A few years ago, the G4 - with the exception of India - appeared willing to consider longer-term seats, provided they could be renewable, thereby obtaining ‘semi-permanent’ status. Currently, the UfC wants a new category of seats to be re-electable only once without an interval. Creating a convergence between these last two positions may not be easy, but probably is more feasible than when you consider reconciling other options on the spectrum of expansion proposals.
What are the key elements and some advantages of a new category of seats of a longer duration?
It will take some time to work out the details. The longer-term seats (anywhere between 4-10 years) would be elected. Regions, depending on the number of permanent seats they currently possess, would get one or multiple longer-term seats. Ideally, those new seats would be elected by all Member States and chosen from multiple regional candidates. They could be re-elected if their presence on the Council would be sufficiently appreciated by the rest of the UN membership.
When paired with meaningful moderation of veto power, having an expanded Security Council with longer-term elected seats provides higher levels of accountability.
The current two-year non-permanent seats don’t allow a country to be an effective player for long. By the time a country’s delegation is up to speed, it needs to pack up. A new category of seats could make the Council more equitable from a regional perspective, without creating new permanent members that cannot be removed when their contributions to the Council are less than desirable from the perspective of most Member States.
How feasible is the solution of a new category of longer-term seats?
It is hard to predict whether enough Member States are willing to embrace compromise. The closer Member States get to agreement, the more Member States may wonder what’s in it for themselves, making a solution even harder.
According to neutral observers and many countries without a strong stake in the matter, prospects for reform of the Security Council have not appeared good for years. Maybe the new Chair of the negotiations, Ambassador E. Courtenay Rattray from Jamaica, can move the process along in a meaningful way. Our guess is that by the 75th Anniversary of the UN in 2020, compromise has either been reached, or the issue has finally been shelved.

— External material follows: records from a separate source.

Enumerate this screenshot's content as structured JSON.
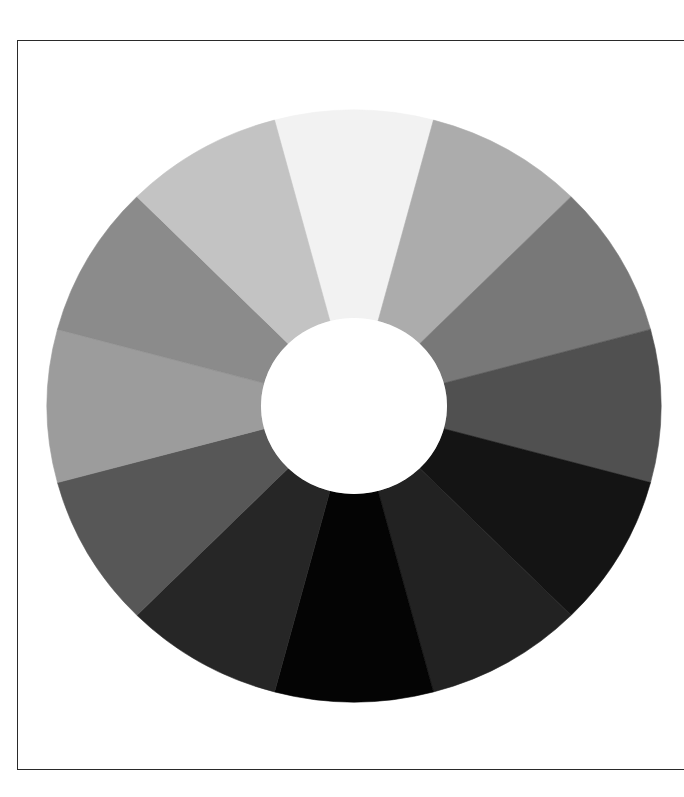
{
  "figure": {
    "type": "grayscale-value-wheel",
    "segment_count": 12,
    "center": {
      "x": 354,
      "y": 406
    },
    "outer_radius": {
      "rx": 307,
      "ry": 296
    },
    "inner_radius": {
      "rx": 93,
      "ry": 88
    },
    "inner_fill": "#ffffff",
    "segments": [
      {
        "angle": 0,
        "color": "#f2f2f2"
      },
      {
        "angle": 30,
        "color": "#acacac"
      },
      {
        "angle": 60,
        "color": "#787878"
      },
      {
        "angle": 90,
        "color": "#505050"
      },
      {
        "angle": 120,
        "color": "#141414"
      },
      {
        "angle": 150,
        "color": "#222222"
      },
      {
        "angle": 180,
        "color": "#040404"
      },
      {
        "angle": 210,
        "color": "#262626"
      },
      {
        "angle": 240,
        "color": "#575757"
      },
      {
        "angle": 270,
        "color": "#9c9c9c"
      },
      {
        "angle": 300,
        "color": "#8b8b8b"
      },
      {
        "angle": 330,
        "color": "#c3c3c3"
      }
    ]
  },
  "frame": {
    "border_color": "#2a2a2a"
  }
}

*All expressions of opinion is this article are solely those of the authors. The Center is governed by associated NGOs and rarely takes a common position on specific issues. The Center has produced publications and online updates on security council reform since 1994.
About the Authors
Lydia Swart has been associated with the Center since 2006. She co-edited the 2007 publication Global Environmental Governance - Perspectives on the Current Debate (2007) and wrote chapters for recent publications of the Center on Revitalization of the General Assembly (2008); the Group of 77 (2010); and Security Council Reform (2013) which can be downloaded from the Center’s website.
Cile Pace is an attorney and holds a Masters degree from Columbia University.